I just got a big susto trying to cross the
border to the US. I went directly to get the six months permission to be within
the country. Indira had told me that normally it is very easy to get it, just
saying that I am visiting friends or family and she said it would be better
saying that. I preferred doing it in the right way, telling all the truth about
my plans volunteering with WWOOF and saying that I was planning to spend the
whole year doing it. The police I got to talk with said that getting food and accommodation
was a kind of remuneration and my visa was not the right one to do that. He
started asking questions, saying that he was able to cancel my visa and that I
would have to go to the US consulate to apply for another one that allows me to
do what I was planning to do. Another guy who seemed to be a superior came to
me and he rather made questions focusing on how I was going to finance my trip.
I tried to give an explanation but he became rude and said that if I was not
able to prove him financial solvency he will cancel my visa. I didn’t know what
to say, I became very nervous at the idea of not only the fact that I wasn’t
going to be able to get in but that he could eventually cancel my visa. I tried
to be as quiet as I could and said yes to whatever he asked. I sincerely thought
I was doing everything right and as I volunteered once already in New York
City, I think it is totally legal to do that. I walked the line back thinking
of a way to prove them that I am not thinking of overstaying and that I would
not like to risk that visa, as it is a big privilege to have one. I think that
if they would have just listened to me it was obvious that I wasn’t the kind of
person who is going to work anywhere just to make money. I understand what is
happening, they’re just doing their job and it was me who chose to come in this
unconventional way and situation. They seemed surprised of me talking fluently
and of my passport full of stamps. I think they also wanted me to get in as
everybody else but this is the way the system is built. I felt kind of
miserable; I think that the people who get caught when crossing illegally feel
the same but a thousand times stronger. Tijuana is a tough place, there is all
kind of injustices, good and bad people, frustrated migrants who stay here to
work at the maquiladoras, where they get miserable wages but sometimes is
better than what they could get back home. Tijuana is people from California
who come and are welcome to spend their dollars in all kind of things including
prostitutes and casinos of the multimillionaire politician Hank Rhon, son of
Hank Gonzalez who also owns a big part of the Mexican wealth. Tijuana is
opulence, malls and luxurious neighborhoods surrounded by enormous poverty
belts sitting in beautiful green mountains in where school courses have to be
suspended during the rains because of the danger of landslides. There is a big
difference amongst the people who, having a visa, can cross anytime to the neighboring
cities of the US, getting cheaper goods, entertainment and even products to
stock up their business and sell them to the workers that can only see the
lines of cars going to the “otro lado” everyday but cannot cross. For those
workers, life is all about working, being in a recondite corner of Mexico where
the next big city they can go to is Mexicali, to hours away, and Hermosillo,
ten hours away. For them, what seems to be the paradise of the developed US
city of San Diego, is so close and so far at the same time.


- [WORK REQUEST]: Look through the listing below for the word "club" and copy every line where it occurs.

- [PROVIDED ENTRIES]:
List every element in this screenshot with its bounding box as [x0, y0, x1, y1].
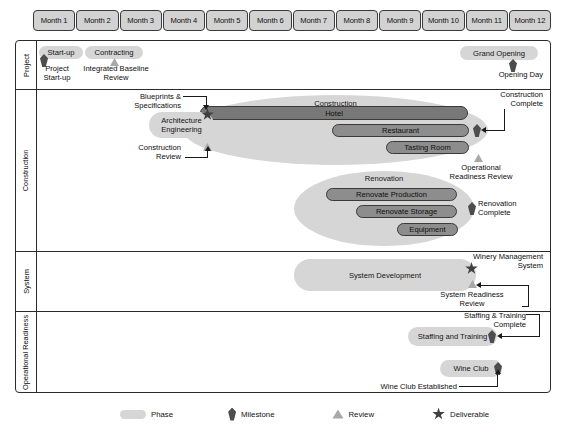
legend-item-review: Review	[332, 410, 374, 419]
connector-construction-review-v	[207, 150, 208, 158]
label-renovation-complete-line2: Complete	[478, 208, 511, 217]
label-staffing-training-complete-line1: Staffing & Training	[410, 311, 526, 320]
phase-staffing-and-training[interactable]: Staffing and Training	[408, 327, 497, 346]
connector-system-readiness-arrow	[476, 282, 481, 288]
label-system-readiness-review-line2: Review	[421, 299, 523, 308]
activity-restaurant[interactable]: Restaurant	[332, 124, 469, 137]
label-construction-review-line2: Review	[95, 152, 181, 161]
connector-staffing-h-bottom	[502, 336, 540, 337]
month-cell-10[interactable]: Month 10	[422, 10, 464, 31]
connector-staffing-arrow	[497, 333, 502, 339]
legend: Phase Milestone Review Deliverable	[15, 404, 551, 424]
month-cell-9[interactable]: Month 9	[379, 10, 421, 31]
connector-system-readiness-h-bottom	[522, 306, 529, 307]
activity-equipment[interactable]: Equipment	[397, 223, 458, 236]
label-integrated-baseline-review-line1: Integrated Baseline	[70, 64, 162, 73]
connector-construction-review-arrow	[205, 146, 211, 151]
review-operational-readiness-icon[interactable]	[474, 154, 483, 162]
label-construction-complete-line2: Complete	[455, 99, 543, 108]
deliverable-swatch-icon	[432, 408, 445, 421]
month-cell-2[interactable]: Month 2	[76, 10, 118, 31]
legend-item-phase: Phase	[120, 410, 173, 419]
legend-label-milestone: Milestone	[241, 410, 274, 419]
legend-label-phase: Phase	[151, 410, 173, 419]
connector-system-readiness-v	[528, 285, 529, 307]
label-blueprints-line1: Blueprints &	[95, 92, 181, 101]
label-winery-management-system-line2: System	[415, 261, 543, 270]
connector-construction-complete-arrow	[481, 127, 486, 133]
month-cell-5[interactable]: Month 5	[206, 10, 248, 31]
legend-label-deliverable: Deliverable	[450, 410, 489, 419]
phase-contracting[interactable]: Contracting	[85, 46, 143, 59]
legend-item-milestone: Milestone	[228, 408, 274, 421]
label-construction-review-line1: Construction	[95, 143, 181, 152]
phase-swatch-icon	[120, 410, 146, 419]
label-system-readiness-review-line1: System Readiness	[421, 290, 523, 299]
month-cell-7[interactable]: Month 7	[293, 10, 335, 31]
connector-construction-complete-v	[504, 109, 505, 130]
month-cell-1[interactable]: Month 1	[33, 10, 75, 31]
label-wine-club-established: Wine Club Established	[365, 382, 457, 391]
month-cell-6[interactable]: Month 6	[249, 10, 291, 31]
connector-staffing-h-top	[526, 314, 540, 315]
label-integrated-baseline-review-line2: Review	[70, 73, 162, 82]
phase-wine-club[interactable]: Wine Club	[440, 360, 502, 377]
milestone-swatch-icon	[228, 408, 236, 421]
label-staffing-training-complete-line2: Complete	[410, 320, 526, 329]
label-renovation-complete-line1: Renovation	[478, 199, 516, 208]
review-swatch-icon	[332, 410, 343, 419]
connector-system-readiness-h-top	[481, 285, 529, 286]
phase-grand-opening[interactable]: Grand Opening	[460, 46, 538, 60]
label-blueprints-line2: Specifications	[95, 101, 181, 110]
legend-item-deliverable: Deliverable	[432, 408, 489, 421]
activity-renovate-production[interactable]: Renovate Production	[326, 188, 457, 201]
connector-staffing-v	[539, 314, 540, 337]
connector-wine-club-h	[459, 386, 498, 387]
connector-construction-complete-h	[485, 130, 505, 131]
legend-label-review: Review	[348, 410, 374, 419]
month-cell-3[interactable]: Month 3	[120, 10, 162, 31]
connector-blueprints-h	[183, 96, 207, 97]
label-construction-complete-line1: Construction	[455, 90, 543, 99]
project-roadmap-chart: Month 1 Month 2 Month 3 Month 4 Month 5 …	[0, 0, 562, 434]
activity-renovate-storage[interactable]: Renovate Storage	[356, 205, 457, 218]
phase-architecture-engineering[interactable]: Architecture Engineering	[149, 112, 214, 138]
label-winery-management-system-line1: Winery Management	[415, 252, 543, 261]
label-opening-day: Opening Day	[445, 70, 543, 79]
month-cell-8[interactable]: Month 8	[336, 10, 378, 31]
month-cell-4[interactable]: Month 4	[163, 10, 205, 31]
month-header: Month 1 Month 2 Month 3 Month 4 Month 5 …	[33, 10, 551, 31]
month-cell-12[interactable]: Month 12	[509, 10, 551, 31]
plot-area: Start-up Contracting Grand Opening Proje…	[15, 40, 551, 393]
label-operational-readiness-review-line2: Readiness Review	[433, 172, 529, 181]
connector-blueprints-arrow	[203, 105, 209, 110]
label-operational-readiness-review-line1: Operational	[433, 163, 529, 172]
connector-wine-club-v	[497, 372, 498, 386]
connector-wine-club-arrow	[495, 369, 501, 374]
connector-construction-review-h	[185, 157, 208, 158]
month-cell-11[interactable]: Month 11	[466, 10, 508, 31]
activity-hotel[interactable]: Hotel	[200, 106, 468, 120]
activity-tasting-room[interactable]: Tasting Room	[386, 141, 469, 154]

- [YOUR SOLUTION]:
label-wine-club-established: Wine Club Established	[365, 382, 457, 391]
phase-wine-club[interactable]: Wine Club	[440, 360, 502, 377]
connector-wine-club-h	[459, 386, 498, 387]
connector-wine-club-v	[497, 372, 498, 386]
connector-wine-club-arrow	[495, 369, 501, 374]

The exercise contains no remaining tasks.